TORONTO -- Canadian research is at the heart of an experimental Ebola therapy recently given to two American aid workers infected while caring for patients in Liberia.
The unlicenced drug, called ZMapp, is made of three monoclonal antibodies, disease fighting proteins that target a specific part of an invading pathogen, in this case the Ebola Zaire virus. That is the specific strain of Ebola responsible for this outbreak.
Two of the monoclonal antibodies are the product of years of research done at the Public Health Agency of Canada's National Microbiology Laboratory in Winnipeg, the agency confirmed in an email late Monday.
The third was developed at the U.S. Army Medical Research Institute of Infectious Diseases, known as USAMRIID.
"Canada is a world leader in research and we are proud of the advances made at the NML (National Microbiology Laboratory) in this area," a spokesperson for the agency said via email Monday night.
The former head of the Winnipeg-based laboratory said he was delighted to hear that the Canadian-designed monoclonal antibodies had been used in this way.
"This is really gratifying to see the work come to fruition," said Dr. Frank Plummer, who stepped down as the lab's scientific director at the end of March.
"It's a big achievement after years and years of very hard work."
The Canadian research was done under the leadership of Dr. Gary Kobinger who heads the special pathogens research program at the national laboratory. His team had developed a cocktail of three monoclonal antibodies called ZMAb, the rights to which were recently acquired by LeafBio of San Diego, Calif.
LeafBio is collaborating with Mapp Biopharmaceutical, also of San Diego, which is the maker of ZMapp.
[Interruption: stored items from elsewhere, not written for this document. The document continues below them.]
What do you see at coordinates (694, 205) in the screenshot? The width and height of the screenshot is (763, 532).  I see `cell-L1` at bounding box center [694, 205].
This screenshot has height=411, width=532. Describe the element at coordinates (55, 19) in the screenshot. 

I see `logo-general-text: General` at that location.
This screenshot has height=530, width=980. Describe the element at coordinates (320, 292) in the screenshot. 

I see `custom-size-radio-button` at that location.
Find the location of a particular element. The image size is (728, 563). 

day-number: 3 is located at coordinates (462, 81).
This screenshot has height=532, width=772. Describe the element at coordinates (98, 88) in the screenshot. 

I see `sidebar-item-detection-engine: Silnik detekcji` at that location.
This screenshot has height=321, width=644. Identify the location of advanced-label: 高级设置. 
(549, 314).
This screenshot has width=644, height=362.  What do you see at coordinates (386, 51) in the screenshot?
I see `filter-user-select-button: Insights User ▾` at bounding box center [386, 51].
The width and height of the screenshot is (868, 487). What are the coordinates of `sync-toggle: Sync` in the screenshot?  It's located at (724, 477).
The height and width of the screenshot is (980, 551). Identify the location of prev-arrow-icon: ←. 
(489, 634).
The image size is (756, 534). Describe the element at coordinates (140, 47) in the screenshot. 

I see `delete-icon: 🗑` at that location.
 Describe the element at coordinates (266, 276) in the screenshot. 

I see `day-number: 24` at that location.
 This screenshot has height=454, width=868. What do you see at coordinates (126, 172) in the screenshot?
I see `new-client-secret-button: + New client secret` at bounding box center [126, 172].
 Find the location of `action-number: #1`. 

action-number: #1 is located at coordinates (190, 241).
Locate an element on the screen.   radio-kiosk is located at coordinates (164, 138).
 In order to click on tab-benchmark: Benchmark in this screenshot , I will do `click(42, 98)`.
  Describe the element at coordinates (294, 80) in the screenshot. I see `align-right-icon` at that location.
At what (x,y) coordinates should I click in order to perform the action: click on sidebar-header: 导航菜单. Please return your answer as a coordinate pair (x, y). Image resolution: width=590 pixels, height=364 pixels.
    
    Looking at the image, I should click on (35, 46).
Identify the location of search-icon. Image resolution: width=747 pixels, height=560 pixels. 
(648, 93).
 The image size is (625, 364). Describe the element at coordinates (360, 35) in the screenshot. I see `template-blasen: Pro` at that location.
That is the product given last week to Dr. Kent Brantly, who works with the relief organization Samaritan's Purse, and Nancy Writebol, an American missionary who works with the organization Service in Mission or SIM.
The two were infected while working at an Ebola treatment centre in Liberia. Brantly was transferred to the United States last weekend, where he was admitted to a special isolation treatment unit at Emory University Hospital in Atlanta. Writebol is also being brought back to the United States; she is to arrive at Emory on Tuesday.
Neither ZMapp nor the individual monoclonal antibodies it contains have been tested in humans, though small studies in non-human primates look very promising. It has been reported that Brantly and Writebol were warned the drug had only been tested in animals but that they were willing to try the treatment anyway.
A joint statement from Mapp Biopharmaceutical and LeafBio said ZMapp is an optimized monoclonal cocktail, incorporating the best of the Canadian and U.S.-made antibodies.
The drug is generated in tobacco plants that have been genetically engineered to produce the monoclonal antibodies. That work is done by Kentucky BioProcessing of Owensboro, KY., a subsidiary of tobacco giant Reynolds American.
A spokesman for Reynolds said within the last week Kentucky BioProcessing was asked by Emory University Hospital and Samaritan's Purse to provide a limited amount of ZMapp to be used to treat Brantly and Writebol. David Howard said the makers were given an IND -- investigational new drug -- designation by the U.S. Food and Drug Administration.
He said the drug's makers hope to begin a Phase I clinical trial later this year. That type of preliminary trial involves giving a therapy to healthy volunteers to see if it is safe for people to take, and to determine an appropriate dose. These studies are not large enough to provide proof of whether a drug works.
The Canadian lab is one of the leading research facilities globally for countermeasures for Ebola and Marburg, a related virus which also causes severe and often fatal infections.
An experimental Ebola vaccine made at the Winnipeg lab under Kobinger's predecessor, Heinz Feldmann -- now head of the virology laboratory at the U.S. National Institute of Allergy and Infectious Diseases' Rocky Mountain Laboratories in Hamilton, Mont. -- is considered the best candidate vaccine for Ebola.
Unlike other experimental Ebola vaccines, the one designed at Winnipeg appears to work if given shortly after exposure to the virus, at least in animal testing. If it can be pushed through the developmental pipeline, it could be the option of choice for researchers who risk getting infected when working on Ebola in laboratories and health-care workers who can become exposed during outbreaks.
The Winnipeg lab and a number of other facilities have been working for years to produce Ebola and Marburg interventions. But lack of funding and regulatory hurdles had prevented these experimental tools from being used in outbreaks up until now.
Still, this emergency use is unlikely to change the course of the current outbreak, which continues to infect people in Guinea, Sierra Leone and Liberia and now may be moving into Nigeria. That country reported several suspect and probable cases Monday, at least two of whom are health-care workers who treated an infected man who recently travelled by plane to Nigeria from Liberia.
While there are a number of experimental therapies in development, there may be only small quantities of each available. Research laboratories and small biotech companies typically would make only what they need for research purposes. Ramping up production of a drug or a vaccine only happens when it has been licenced and the manufacturer is ready to take it to market.
The World Health Organization says that as of Aug. 1 there have been at least 1,603 cases of Ebola in this outbreak and at least 887 deaths.